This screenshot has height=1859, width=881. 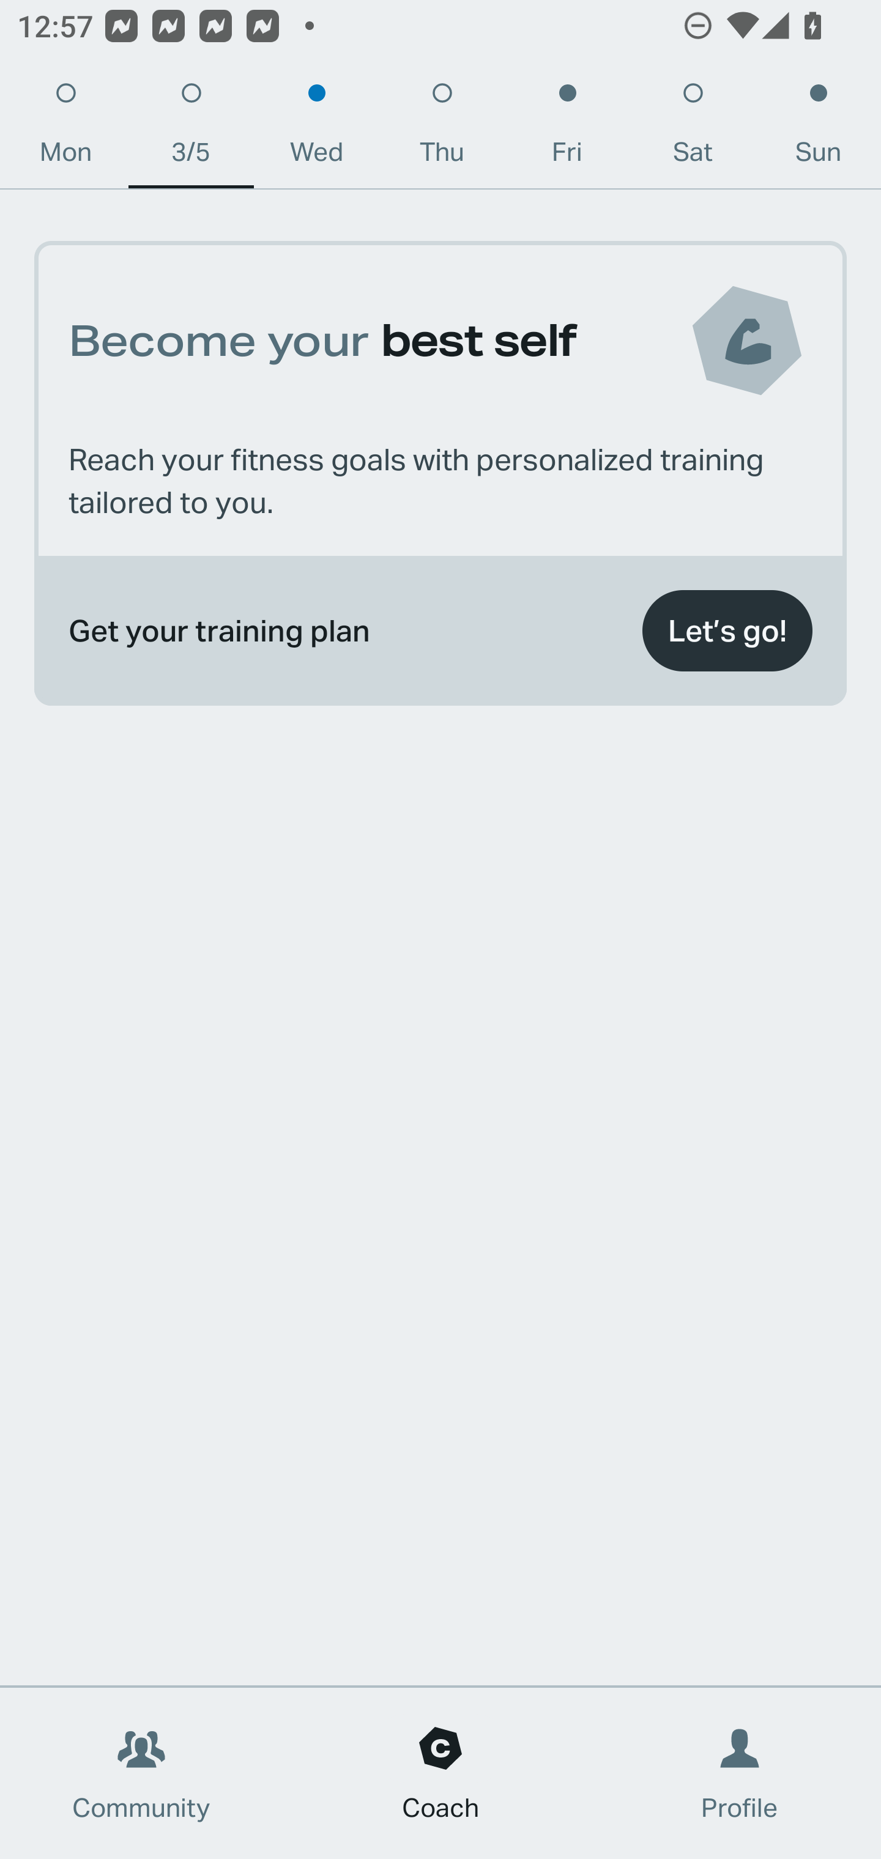 What do you see at coordinates (692, 128) in the screenshot?
I see `Sat` at bounding box center [692, 128].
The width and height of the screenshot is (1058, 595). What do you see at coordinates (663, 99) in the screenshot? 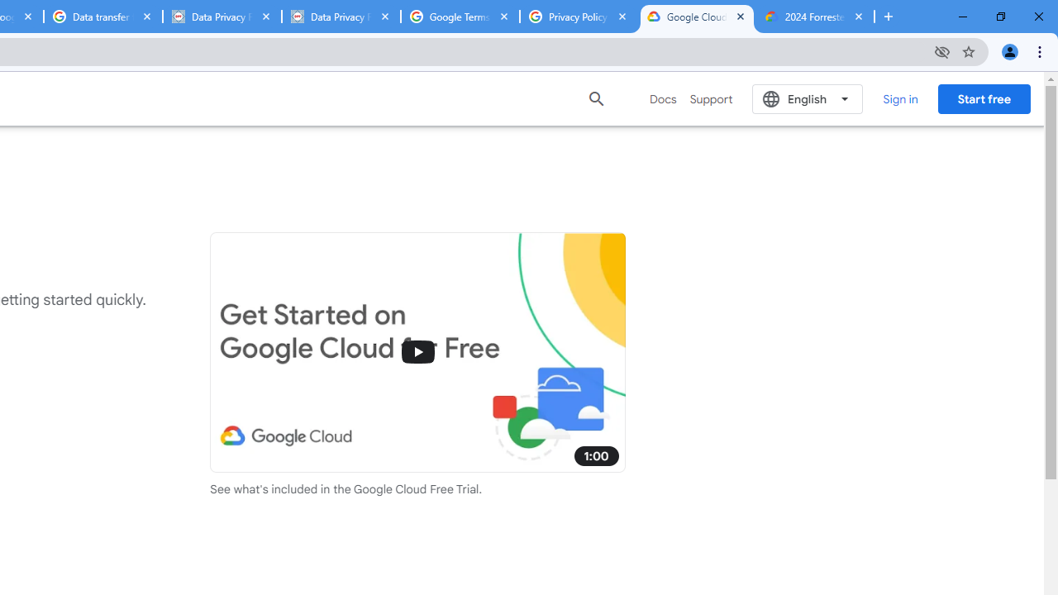
I see `Docs` at bounding box center [663, 99].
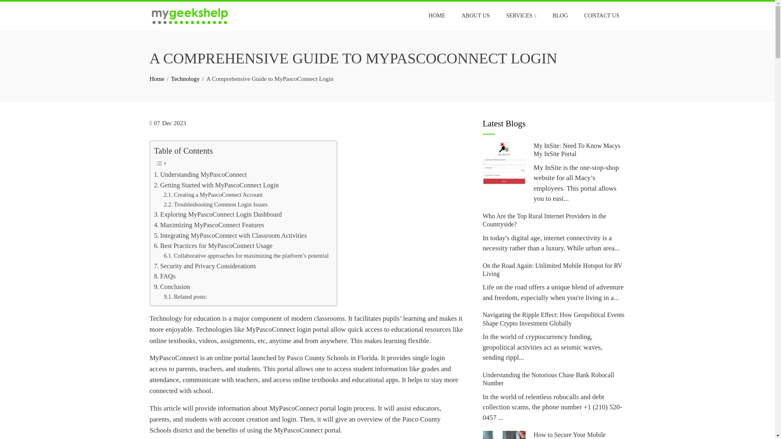  Describe the element at coordinates (217, 215) in the screenshot. I see `Exploring MyPascoConnect Login Dashboard` at that location.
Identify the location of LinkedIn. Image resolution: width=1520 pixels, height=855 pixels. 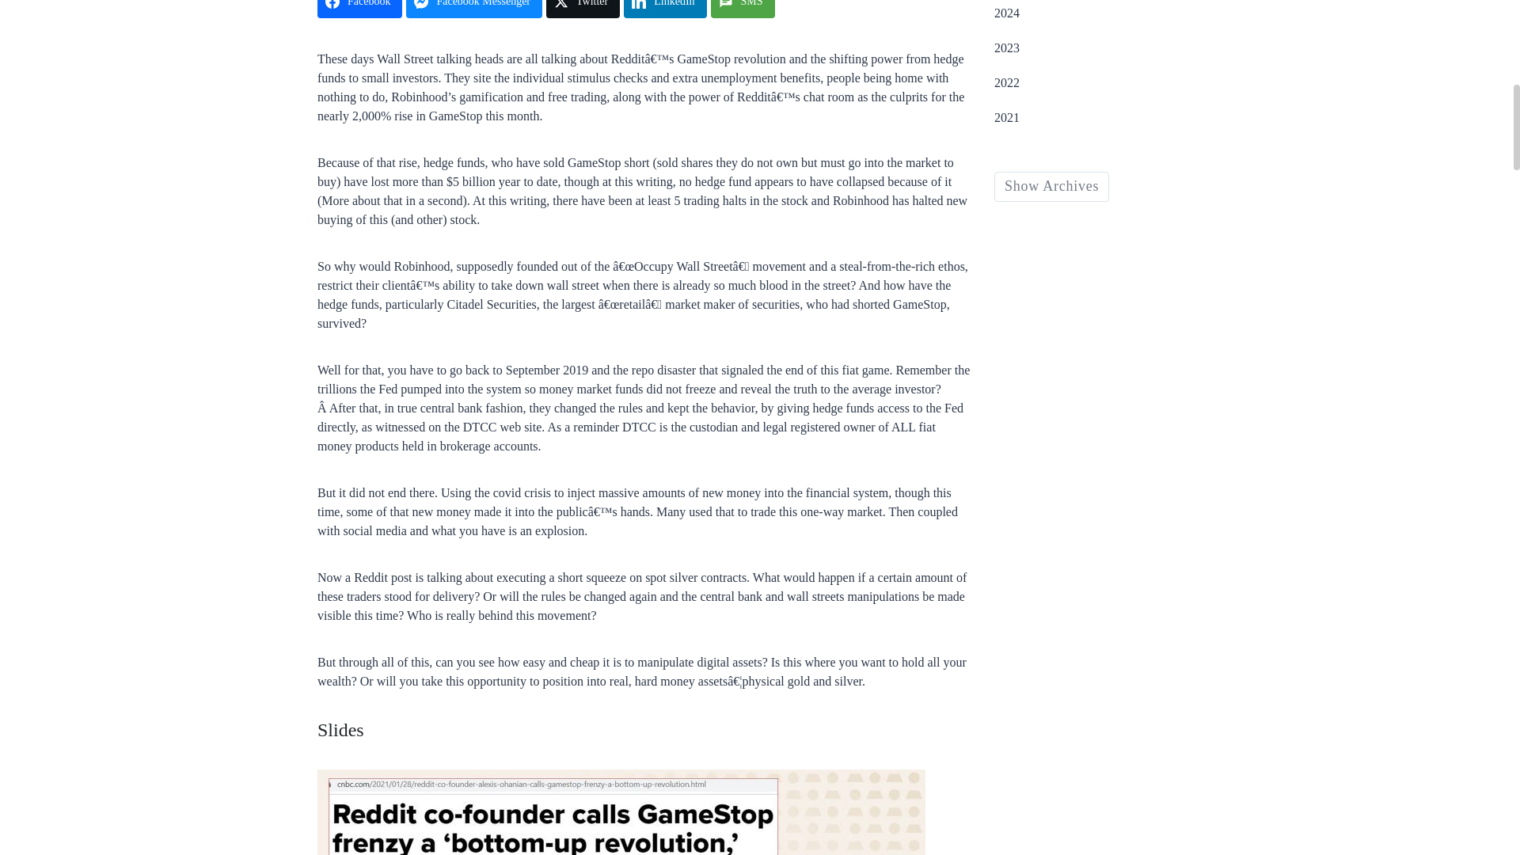
(665, 9).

----

> [WHAT TO DO] With the pictures left out, copy exactly the lines above from the line containing "The width and" through the last line of the entries.

> [YOUR SOLUTION]
The width and height of the screenshot is (1058, 595). What do you see at coordinates (663, 99) in the screenshot? 
I see `Docs` at bounding box center [663, 99].
  Describe the element at coordinates (217, 215) in the screenshot. I see `Exploring MyPascoConnect Login Dashboard` at that location.
Identify the location of LinkedIn. Image resolution: width=1520 pixels, height=855 pixels. 
(665, 9).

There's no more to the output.